What Is the Polar Bear Diet for an Apex Predator?

Polar bears, known scientifically as Ursus maritimus, are large carnivores inhabiting the Arctic. As apex predators, they are uniquely adapted to their icy environment. Their thick layer of fat and dense fur enable them to thrive in frigid temperatures. These adaptations are fundamental to their specialized diet, allowing them to efficiently hunt and consume the high-calorie foods essential for survival in a marine ecosystem.

The Primary Prey

The diet of a polar bear is primarily composed of seals, with the ringed seal being their most common and important prey species across their circumpolar range. These seals are an ideal food source due to their abundance and manageable size. Ringed seals, along with bearded seals, are particularly rich in blubber, a dense layer of fat that provides significant energy and helps insulate the seals.

Polar bears rely on this high-fat content to meet their energy needs and maintain their own insulating fat layer, which can comprise up to half of their body weight. An adult polar bear can consume up to 45 kilograms (100 pounds) of seal blubber in a single feeding session.

When seals are plentiful, polar bears often prioritize eating only the blubber and skin, leaving the remaining carcass for scavengers like Arctic foxes, ravens, or other bears. Other seal species, such as bearded, harp, hooded, and ribbon seals, also contribute to their diet when available, though typically to a lesser extent than ringed seals.

Hunting Techniques

Polar bears employ various strategies to secure their prey, with their hunting success often linked to the presence of sea ice. One primary method is “still-hunting,” where a bear patiently waits motionless by a seal’s breathing hole in the ice or at an ice edge. When a seal surfaces for air, the bear quickly seizes it, often pulling it onto the ice. This method can require hours of waiting. Polar bears use their powerful sense of smell to locate these breathing holes, even those hidden under snow, and can detect seals from a mile away or hear them under layers of snow.

Another technique involves stalking seals resting on the ice, known as basking. The bear uses its white fur for camouflage, slowly crawling forward and freezing in place whenever the seal lifts its head. Once within charging distance, typically about 6 meters (20 feet), the bear uses its explosive speed to pounce before the seal escapes. Polar bears also locate seal birthing lairs hidden beneath snowdrifts, breaking through the snow to access vulnerable pups.

Secondary and Seasonal Foods

While seals form the core of their diet, polar bears are opportunistic feeders, consuming other food sources when seals are scarce or inaccessible, such as during the open-water season when sea ice is diminished. These secondary foods include carrion, such as whale or walrus carcasses that wash ashore. Larger adult male bears may hunt bearded seals and young walruses, though adult walruses are generally too formidable.

Other occasional food items include birds, bird eggs, and small mammals like rodents or reindeer. Polar bears consume goose eggs and even caribou, especially in areas like Western Hudson Bay where they spend more time on land.

Vegetation, such as berries, grasses, and marine algae (kelp), is also consumed, but these plant materials offer limited nutritional value and are not a significant part of their energy intake due to the bears’ digestive system being highly specialized for animal matter. These alternative food sources primarily act as a supplement, helping bears to bridge periods of food scarcity until their primary prey becomes available again.

Dietary Needs and Adaptations

The polar bear’s specific diet is directly linked to its physiological requirements for surviving in the Arctic. Their large body size, which can reach up to 800 kg (1,760 lbs) for males, and the need for insulation in extreme cold necessitate a diet exceptionally rich in fat and calories. Fat is an energy-dense nutrient, containing almost twice the calories of protein, making seal blubber an efficient fuel source.

Polar bears possess a digestive system highly efficient at processing large quantities of fat. Studies of their genome reveal specific genetic adaptations related to fatty acid metabolism and cardiovascular function. These adaptations enable them to maintain a high-fat diet without developing the cardiovascular diseases that would afflict other species under similar dietary conditions.

This ability to metabolize fat so effectively also aids in water production, as breaking down fat yields metabolic water, a significant advantage in an environment where fresh water can be scarce or frozen.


About this exercise
For each line below that includes the string "curve", show the whole line.

Input
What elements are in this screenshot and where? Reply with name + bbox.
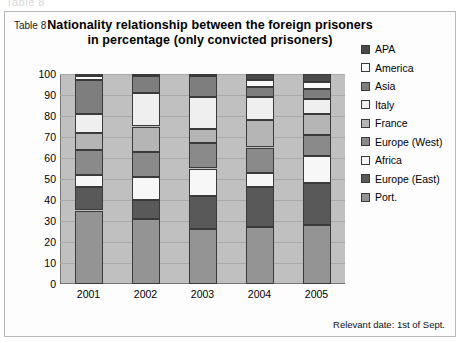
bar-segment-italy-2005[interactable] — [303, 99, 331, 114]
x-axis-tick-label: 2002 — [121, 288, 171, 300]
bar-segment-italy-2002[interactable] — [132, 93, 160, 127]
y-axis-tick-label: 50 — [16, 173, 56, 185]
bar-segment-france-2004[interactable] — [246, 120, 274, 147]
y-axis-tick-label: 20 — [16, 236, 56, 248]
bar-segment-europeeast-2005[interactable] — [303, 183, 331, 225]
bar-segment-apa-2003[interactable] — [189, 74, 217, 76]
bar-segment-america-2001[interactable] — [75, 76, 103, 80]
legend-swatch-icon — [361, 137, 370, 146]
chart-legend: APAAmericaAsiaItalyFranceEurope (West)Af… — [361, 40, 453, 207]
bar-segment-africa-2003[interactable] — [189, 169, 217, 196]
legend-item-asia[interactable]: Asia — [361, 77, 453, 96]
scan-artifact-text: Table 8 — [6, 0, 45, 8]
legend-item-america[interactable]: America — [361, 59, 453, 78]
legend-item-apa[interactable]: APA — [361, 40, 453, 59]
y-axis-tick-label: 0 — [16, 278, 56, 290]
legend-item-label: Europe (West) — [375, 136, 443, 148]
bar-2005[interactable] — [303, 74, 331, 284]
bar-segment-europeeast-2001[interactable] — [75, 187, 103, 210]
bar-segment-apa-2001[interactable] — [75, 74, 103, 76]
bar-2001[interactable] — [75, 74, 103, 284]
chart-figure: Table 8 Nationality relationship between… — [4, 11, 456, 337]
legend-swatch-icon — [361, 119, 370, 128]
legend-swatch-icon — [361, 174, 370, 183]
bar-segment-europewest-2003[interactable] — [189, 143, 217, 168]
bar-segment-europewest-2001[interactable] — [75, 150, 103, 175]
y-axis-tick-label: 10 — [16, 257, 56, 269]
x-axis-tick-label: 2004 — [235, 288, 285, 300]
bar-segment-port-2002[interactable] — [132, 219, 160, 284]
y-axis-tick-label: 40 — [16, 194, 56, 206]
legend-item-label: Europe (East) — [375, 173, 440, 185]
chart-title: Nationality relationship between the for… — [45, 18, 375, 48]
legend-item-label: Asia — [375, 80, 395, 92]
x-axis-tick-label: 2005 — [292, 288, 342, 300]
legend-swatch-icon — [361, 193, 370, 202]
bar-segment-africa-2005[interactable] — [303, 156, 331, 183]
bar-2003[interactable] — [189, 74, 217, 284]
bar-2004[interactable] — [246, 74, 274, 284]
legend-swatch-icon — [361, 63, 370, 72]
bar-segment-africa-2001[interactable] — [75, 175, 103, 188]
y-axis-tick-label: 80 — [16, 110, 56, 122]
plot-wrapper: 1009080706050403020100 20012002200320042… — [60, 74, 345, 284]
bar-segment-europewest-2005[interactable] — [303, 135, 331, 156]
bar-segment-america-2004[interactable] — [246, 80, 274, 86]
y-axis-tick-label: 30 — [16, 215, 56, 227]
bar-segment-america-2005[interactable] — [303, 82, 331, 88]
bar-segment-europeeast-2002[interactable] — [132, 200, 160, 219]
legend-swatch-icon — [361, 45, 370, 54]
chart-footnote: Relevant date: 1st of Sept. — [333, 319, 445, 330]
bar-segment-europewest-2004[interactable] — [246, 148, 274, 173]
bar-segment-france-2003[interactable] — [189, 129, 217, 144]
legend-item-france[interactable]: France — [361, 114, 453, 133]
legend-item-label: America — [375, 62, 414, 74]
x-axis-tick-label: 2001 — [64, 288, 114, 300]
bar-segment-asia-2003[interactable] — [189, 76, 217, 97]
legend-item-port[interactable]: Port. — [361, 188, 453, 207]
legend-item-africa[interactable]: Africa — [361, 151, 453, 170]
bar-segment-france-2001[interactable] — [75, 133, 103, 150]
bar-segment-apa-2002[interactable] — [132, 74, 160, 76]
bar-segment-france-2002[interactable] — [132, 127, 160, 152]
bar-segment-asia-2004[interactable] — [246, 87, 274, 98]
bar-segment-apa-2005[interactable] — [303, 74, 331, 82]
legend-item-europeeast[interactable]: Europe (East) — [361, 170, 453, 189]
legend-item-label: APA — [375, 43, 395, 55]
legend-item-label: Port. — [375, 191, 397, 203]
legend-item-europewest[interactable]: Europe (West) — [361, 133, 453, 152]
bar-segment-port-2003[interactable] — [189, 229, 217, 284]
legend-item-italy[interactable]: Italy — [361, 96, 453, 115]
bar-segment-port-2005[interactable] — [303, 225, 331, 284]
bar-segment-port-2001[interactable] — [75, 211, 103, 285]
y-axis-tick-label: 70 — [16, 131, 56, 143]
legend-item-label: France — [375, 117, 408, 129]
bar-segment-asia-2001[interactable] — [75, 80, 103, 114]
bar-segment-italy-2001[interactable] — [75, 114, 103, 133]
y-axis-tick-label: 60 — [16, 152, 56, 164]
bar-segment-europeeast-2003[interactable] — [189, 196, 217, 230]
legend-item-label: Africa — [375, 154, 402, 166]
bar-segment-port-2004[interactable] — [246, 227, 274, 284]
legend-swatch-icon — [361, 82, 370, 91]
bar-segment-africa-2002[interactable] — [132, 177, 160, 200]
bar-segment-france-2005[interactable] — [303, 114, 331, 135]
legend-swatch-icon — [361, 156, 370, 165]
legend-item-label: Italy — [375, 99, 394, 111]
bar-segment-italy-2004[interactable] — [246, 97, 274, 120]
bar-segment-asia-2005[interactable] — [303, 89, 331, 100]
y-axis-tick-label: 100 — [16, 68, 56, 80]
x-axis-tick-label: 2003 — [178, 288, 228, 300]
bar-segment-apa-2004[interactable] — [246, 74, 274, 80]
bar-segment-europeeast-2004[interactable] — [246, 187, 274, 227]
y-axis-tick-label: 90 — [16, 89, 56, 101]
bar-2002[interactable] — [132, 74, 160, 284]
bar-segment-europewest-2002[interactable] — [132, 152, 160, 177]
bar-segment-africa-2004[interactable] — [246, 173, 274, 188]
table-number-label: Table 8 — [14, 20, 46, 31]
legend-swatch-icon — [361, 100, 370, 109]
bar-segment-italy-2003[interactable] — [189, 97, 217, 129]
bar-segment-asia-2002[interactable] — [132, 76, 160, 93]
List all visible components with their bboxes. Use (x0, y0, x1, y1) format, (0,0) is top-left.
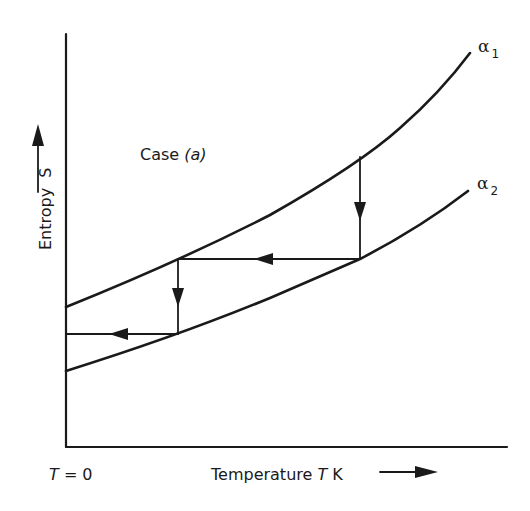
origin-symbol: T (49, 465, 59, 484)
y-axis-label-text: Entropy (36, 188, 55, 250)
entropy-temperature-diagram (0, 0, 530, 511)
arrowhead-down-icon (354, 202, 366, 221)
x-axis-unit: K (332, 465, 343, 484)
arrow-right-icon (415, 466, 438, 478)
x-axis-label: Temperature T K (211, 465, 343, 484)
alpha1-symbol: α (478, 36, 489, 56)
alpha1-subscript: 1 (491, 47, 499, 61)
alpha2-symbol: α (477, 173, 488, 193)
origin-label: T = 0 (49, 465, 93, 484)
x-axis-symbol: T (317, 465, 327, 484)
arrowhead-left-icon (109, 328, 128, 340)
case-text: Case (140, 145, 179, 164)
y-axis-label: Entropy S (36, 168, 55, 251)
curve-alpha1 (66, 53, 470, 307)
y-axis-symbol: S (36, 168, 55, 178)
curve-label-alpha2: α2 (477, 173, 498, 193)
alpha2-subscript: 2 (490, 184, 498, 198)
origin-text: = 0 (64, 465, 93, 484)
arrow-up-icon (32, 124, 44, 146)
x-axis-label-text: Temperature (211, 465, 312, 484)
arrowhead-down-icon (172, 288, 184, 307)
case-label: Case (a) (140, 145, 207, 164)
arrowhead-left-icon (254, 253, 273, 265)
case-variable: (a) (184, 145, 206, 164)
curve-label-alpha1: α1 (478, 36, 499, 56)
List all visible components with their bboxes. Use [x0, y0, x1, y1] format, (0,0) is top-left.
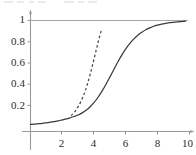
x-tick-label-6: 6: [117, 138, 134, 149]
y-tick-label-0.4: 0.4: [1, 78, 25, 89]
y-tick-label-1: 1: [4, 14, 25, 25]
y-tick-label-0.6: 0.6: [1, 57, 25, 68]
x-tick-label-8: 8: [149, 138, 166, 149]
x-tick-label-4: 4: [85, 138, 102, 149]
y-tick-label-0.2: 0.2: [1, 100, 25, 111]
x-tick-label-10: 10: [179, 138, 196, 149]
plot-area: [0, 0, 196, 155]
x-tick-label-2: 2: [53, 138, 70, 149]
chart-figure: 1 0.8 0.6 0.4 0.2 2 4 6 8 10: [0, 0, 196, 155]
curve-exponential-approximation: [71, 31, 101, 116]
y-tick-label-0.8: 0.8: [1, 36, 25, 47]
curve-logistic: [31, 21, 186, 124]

* * *

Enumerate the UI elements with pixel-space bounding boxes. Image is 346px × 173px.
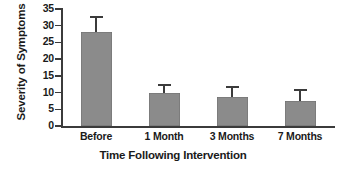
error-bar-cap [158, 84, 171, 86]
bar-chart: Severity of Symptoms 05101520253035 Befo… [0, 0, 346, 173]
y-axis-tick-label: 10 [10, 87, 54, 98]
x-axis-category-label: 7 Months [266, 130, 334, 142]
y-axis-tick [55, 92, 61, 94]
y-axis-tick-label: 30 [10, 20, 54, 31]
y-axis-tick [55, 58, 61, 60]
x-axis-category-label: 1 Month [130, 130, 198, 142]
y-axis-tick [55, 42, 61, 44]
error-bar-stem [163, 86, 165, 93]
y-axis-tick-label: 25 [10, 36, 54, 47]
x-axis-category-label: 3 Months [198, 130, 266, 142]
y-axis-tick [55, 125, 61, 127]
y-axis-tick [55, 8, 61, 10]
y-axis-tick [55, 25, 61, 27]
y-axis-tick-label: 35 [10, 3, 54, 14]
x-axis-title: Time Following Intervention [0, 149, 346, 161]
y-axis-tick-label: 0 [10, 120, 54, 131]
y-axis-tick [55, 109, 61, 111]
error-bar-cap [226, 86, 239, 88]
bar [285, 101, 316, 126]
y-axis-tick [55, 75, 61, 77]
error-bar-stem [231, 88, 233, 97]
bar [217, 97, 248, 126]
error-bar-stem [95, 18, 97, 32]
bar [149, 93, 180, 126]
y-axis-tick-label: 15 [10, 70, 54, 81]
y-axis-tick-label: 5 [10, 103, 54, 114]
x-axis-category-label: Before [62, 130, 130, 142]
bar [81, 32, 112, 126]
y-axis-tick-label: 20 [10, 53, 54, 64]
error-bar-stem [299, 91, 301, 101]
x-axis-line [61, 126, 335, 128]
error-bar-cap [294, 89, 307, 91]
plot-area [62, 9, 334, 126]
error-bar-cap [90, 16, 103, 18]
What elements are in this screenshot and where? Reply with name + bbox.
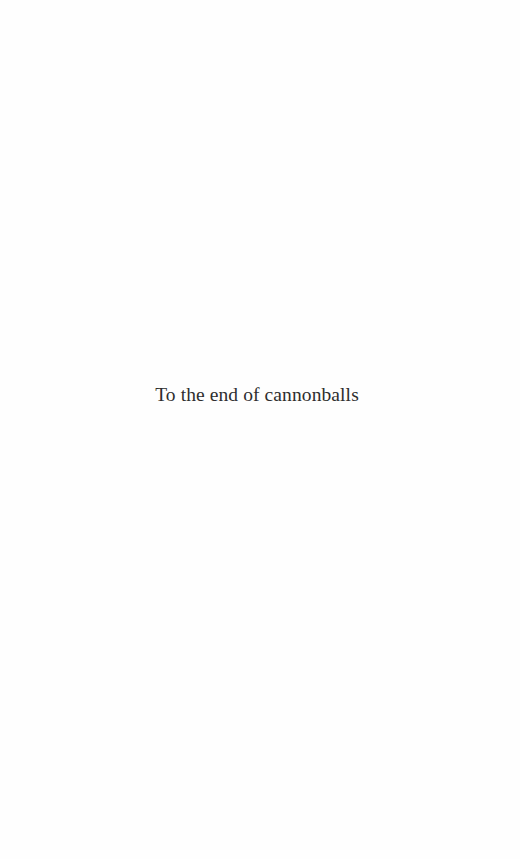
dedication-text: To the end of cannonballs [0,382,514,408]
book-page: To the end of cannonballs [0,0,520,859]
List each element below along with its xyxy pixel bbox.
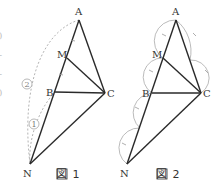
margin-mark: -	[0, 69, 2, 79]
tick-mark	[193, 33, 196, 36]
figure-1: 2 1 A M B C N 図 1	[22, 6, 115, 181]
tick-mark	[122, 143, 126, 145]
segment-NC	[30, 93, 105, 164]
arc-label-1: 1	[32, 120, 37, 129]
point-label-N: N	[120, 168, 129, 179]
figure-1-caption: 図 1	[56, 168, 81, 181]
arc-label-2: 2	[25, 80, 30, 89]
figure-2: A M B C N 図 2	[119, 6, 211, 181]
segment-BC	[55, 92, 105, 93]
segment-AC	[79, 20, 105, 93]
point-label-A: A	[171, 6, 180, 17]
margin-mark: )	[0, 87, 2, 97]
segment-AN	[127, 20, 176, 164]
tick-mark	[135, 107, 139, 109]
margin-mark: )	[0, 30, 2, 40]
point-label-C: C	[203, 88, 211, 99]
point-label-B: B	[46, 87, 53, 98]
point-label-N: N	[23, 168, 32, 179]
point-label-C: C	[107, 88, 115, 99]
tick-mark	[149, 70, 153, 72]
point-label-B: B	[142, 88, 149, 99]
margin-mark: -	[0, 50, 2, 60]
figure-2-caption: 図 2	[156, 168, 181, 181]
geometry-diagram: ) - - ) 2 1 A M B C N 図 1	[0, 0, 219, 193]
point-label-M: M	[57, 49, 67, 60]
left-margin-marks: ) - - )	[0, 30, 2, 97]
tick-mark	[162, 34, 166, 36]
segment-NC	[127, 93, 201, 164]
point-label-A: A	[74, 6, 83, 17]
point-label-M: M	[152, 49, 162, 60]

Answer section
curve-alpha1 (66, 53, 470, 307)
curve-label-alpha2: α2 (477, 173, 498, 193)
curve-label-alpha1: α1 (478, 36, 499, 56)
curve-exponential-approximation: [71, 31, 101, 116]
curve-logistic: [31, 21, 186, 124]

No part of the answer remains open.